God help us all. He'll destroy the nation so the wealthy
can cash in on the pieces. A strong economy is the
only way to a strong space program. Please do some
homework and simply look at this 5 year chart of the Dow
below.

Note the trend left behind by our last extremist President, and
compare it to the current trend. Hint: one spells meltdown
the other rising prosperity.

President Obama came into office in early '09.
A picture is worth a thousand words.
http://bigcharts.marketwatch.com/quickchart/quickchart.asp?symb=djia&insttype=&freq=2&show=&time=12



>
> Brian


Brian Thorn

unread,
Jan 28, 2012, 11:24:42 AM1/28/12
to
On Sat, 28 Jan 2012 09:20:01 -0500, "Jonathan" <Calli...@gmail.com>
wrote:

>> He wasn't very clear in that topic, what he was trying to say was that
>> instead of kids roaming the streets after school because they can't
>> get jobs, they should be allowed to get jobs. It is a slippery slope,
>> but at least he's putting ideas out there to do something, ideas other
>> than the spectacularly failed social programs of the last 50 years.
>
>
>His solutions typically begin by eliminating the respective govt
>agency

Some of them do need to go.

The US didn't have a Department of Energy until 1977. We're far more
dependent on foreign oil now than before 1977.

The US didn't have a Department of Education before 1979. Ask yourself
if our schools better or worse since then.

>and givng the money to his friends and political
>supporters. From the EPA to Education, he's never met
>a govt agency he isn't willing to plunder.

EPA is terribly broken. It needs to be fixed, not abolished.

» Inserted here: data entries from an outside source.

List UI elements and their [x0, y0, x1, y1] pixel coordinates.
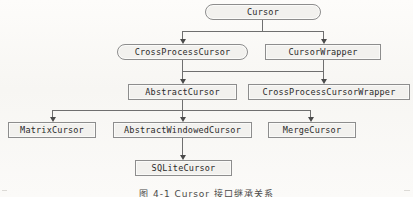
node-cross-process-cursor-wrapper[interactable]: CrossProcessCursorWrapper — [248, 84, 410, 100]
node-merge-cursor-label: MergeCursor — [283, 125, 342, 134]
node-cross-process-cursor-wrapper-label: CrossProcessCursorWrapper — [263, 87, 396, 96]
node-matrix-cursor-label: MatrixCursor — [20, 125, 84, 134]
node-cursor[interactable]: Cursor — [205, 4, 321, 20]
node-abstract-windowed-cursor-label: AbstractWindowedCursor — [124, 125, 241, 134]
figure-caption: 图 4-1 Cursor 接口继承关系 — [0, 187, 413, 197]
node-abstract-cursor-label: AbstractCursor — [145, 87, 219, 96]
node-abstract-windowed-cursor[interactable]: AbstractWindowedCursor — [113, 122, 252, 138]
node-matrix-cursor[interactable]: MatrixCursor — [8, 122, 96, 138]
node-cursor-label: Cursor — [247, 7, 279, 16]
node-cursor-wrapper[interactable]: CursorWrapper — [265, 44, 381, 60]
node-cursor-wrapper-label: CursorWrapper — [288, 47, 357, 56]
node-sqlite-cursor[interactable]: SQLiteCursor — [135, 160, 232, 176]
node-merge-cursor[interactable]: MergeCursor — [268, 122, 356, 138]
node-cross-process-cursor-label: CrossProcessCursor — [135, 47, 231, 56]
node-cross-process-cursor[interactable]: CrossProcessCursor — [117, 44, 248, 60]
figure-canvas: Cursor CrossProcessCursor CursorWrapper … — [0, 0, 413, 197]
node-sqlite-cursor-label: SQLiteCursor — [152, 163, 216, 172]
node-layer: Cursor CrossProcessCursor CursorWrapper … — [0, 0, 413, 197]
node-abstract-cursor[interactable]: AbstractCursor — [128, 84, 237, 100]
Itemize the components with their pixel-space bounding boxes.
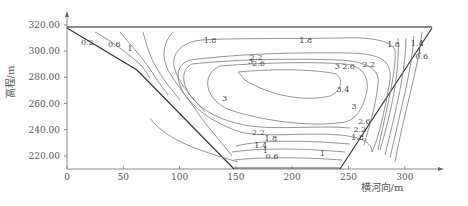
contour-label: 1	[128, 44, 133, 53]
contour-0.2-left	[95, 32, 150, 78]
x-tick-label: 300	[396, 172, 413, 182]
contour-2.6-bottom	[184, 64, 350, 128]
y-ticks: 220.00240.00260.00280.00300.00320.00	[29, 20, 68, 161]
contour-label: 2.6	[252, 59, 265, 68]
x-axis-label: 横河向/m	[361, 181, 404, 193]
contour-right-3	[390, 36, 414, 158]
x-tick-label: 50	[118, 172, 130, 182]
contour-label: 3	[335, 62, 340, 71]
y-tick-label: 240.00	[29, 125, 61, 135]
contour-label: 3	[352, 102, 357, 111]
contour-label: 0.6	[415, 52, 428, 61]
left-bank	[67, 28, 234, 169]
y-axis-label: 高程/m	[4, 65, 16, 98]
y-tick-label: 260.00	[29, 99, 61, 109]
contour-1-left	[143, 32, 180, 100]
contour-label: 2.6	[342, 62, 355, 71]
x-tick-label: 100	[171, 172, 188, 182]
y-tick-label: 300.00	[29, 46, 61, 56]
contour-label: 1.8	[204, 36, 217, 45]
contour-1.4-bottom	[236, 141, 350, 146]
contour-3.4	[238, 70, 341, 98]
y-tick-label: 220.00	[29, 151, 61, 161]
x-tick-label: 0	[64, 172, 70, 182]
contour-label: 2.2	[252, 128, 265, 137]
contour-label: 1	[320, 149, 325, 158]
x-tick-label: 200	[284, 172, 301, 182]
contour-label: 3	[222, 94, 227, 103]
x-tick-label: 250	[340, 172, 357, 182]
contour-label: 1.8	[351, 133, 364, 142]
contour-label: 3.4	[337, 85, 350, 94]
contour-chart: 220.00240.00260.00280.00300.00320.00 050…	[0, 0, 468, 206]
contour-2.6-top	[192, 59, 378, 145]
y-tick-label: 320.00	[29, 20, 61, 30]
contour-label: 1.8	[387, 40, 400, 49]
y-axis-arrow-icon	[65, 11, 69, 17]
contour-label: 0.2	[81, 38, 94, 47]
contour-label: 2.2	[362, 60, 375, 69]
y-tick-label: 280.00	[29, 72, 61, 82]
contour-label: 1.8	[299, 36, 312, 45]
x-axis-arrow-icon	[438, 167, 444, 171]
contour-label: 0.6	[266, 152, 279, 161]
chart-svg: 220.00240.00260.00280.00300.00320.00 050…	[0, 0, 468, 206]
contour-0.6-bottom	[234, 158, 342, 160]
contour-1-bottom	[232, 149, 345, 152]
section-outline	[67, 27, 432, 169]
contour-label: 0.6	[108, 40, 121, 49]
x-tick-label: 150	[227, 172, 244, 182]
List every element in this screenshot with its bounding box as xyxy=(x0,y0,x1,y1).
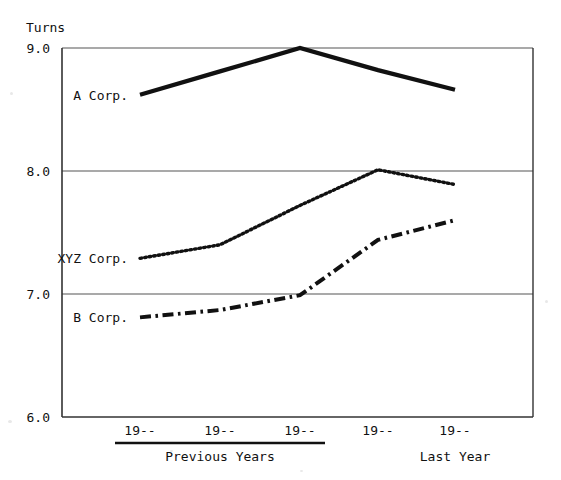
scan-artifact xyxy=(170,450,173,452)
y-axis-tick-label: 8.0 xyxy=(27,164,50,179)
scan-artifact xyxy=(10,92,13,95)
series-line-1 xyxy=(140,170,455,259)
scan-artifact xyxy=(300,470,303,472)
x-axis-tick-label: 19-- xyxy=(362,423,393,438)
y-axis-title: Turns xyxy=(26,20,65,35)
y-axis-tick-label: 7.0 xyxy=(27,287,50,302)
x-axis-tick-label: 19-- xyxy=(439,423,470,438)
series-label-0: A Corp. xyxy=(73,88,128,103)
line-chart-canvas: 6.07.08.09.0TurnsA Corp.XYZ Corp.B Corp.… xyxy=(0,0,561,480)
scan-artifact xyxy=(545,300,548,303)
series-line-2 xyxy=(140,220,455,317)
x-axis-tick-label: 19-- xyxy=(124,423,155,438)
series-label-2: B Corp. xyxy=(73,310,128,325)
y-axis-tick-label: 9.0 xyxy=(27,41,50,56)
chart-figure: 6.07.08.09.0TurnsA Corp.XYZ Corp.B Corp.… xyxy=(0,0,561,480)
y-axis-tick-label: 6.0 xyxy=(27,410,50,425)
scan-artifact xyxy=(8,420,12,423)
x-group-label-1: Last Year xyxy=(420,449,491,464)
series-line-0 xyxy=(140,48,455,95)
x-axis-tick-label: 19-- xyxy=(284,423,315,438)
x-axis-tick-label: 19-- xyxy=(204,423,235,438)
series-label-1: XYZ Corp. xyxy=(58,251,128,266)
x-group-label-0: Previous Years xyxy=(165,449,275,464)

The 100% useless Departments of Energy and Education needs to be
killed off, immediately.

>Was everyone here born yesterday?

Just you. Those of us old enough to remember that we got along just
fine without a Department of Education or a Department of Energy have
a different opinion of them.

>You're forgetting that NASA won't be around for the competition
>is Newt has his way.

Cite? Where has Mr. Gingrich called for abolishing NASA? Taking 10% of
NASA's budget to set aside for commercial prizes is not abolishing
NASA. NASA should be setting exploration goals and letting industry
find the cheapest/fastest way to get the job done, not telling
industry to build enormously expensive mega-rockets that are certain
to be canceled in a year or two after several billion more dollars are
wasted.

I'm certainly not Mr. Gingrich's Number One Fan. I voted for Mr. Obama
in 2008. But Mr. Obama, Mr. Romney, Mr. Gingrich, or Mr. Paul, whoever
we're stuck having to choose in November, this will be an election
where everyone is holding their noses while casting their votes.

Brian

Brian Thorn

unread,
Jan 28, 2012, 11:43:31 AM1/28/12
to
On Sat, 28 Jan 2012 09:28:48 -0500, "Jonathan" <Calli...@gmail.com>
wrote:


>> What do you mean 'no mention?' He specifically said he'd set aside 10%
>> of NASA's annual budget to pay for prizes to the first company to
>> build a moonbase by 2020.
>
>
>That's what, less than $2 billion a year for 8 years? I doubt that
>will pay for one leg of a lunar lander.

Look at what SpaceX has built and flown for about $600 million and $2
billion or so in USAF/NASA launch contracts:

Falcon 1
Falcon 9
Dragon
Falcon Heavy in development for flight in 2013.
Manned Dragon in development for flight circa 2016.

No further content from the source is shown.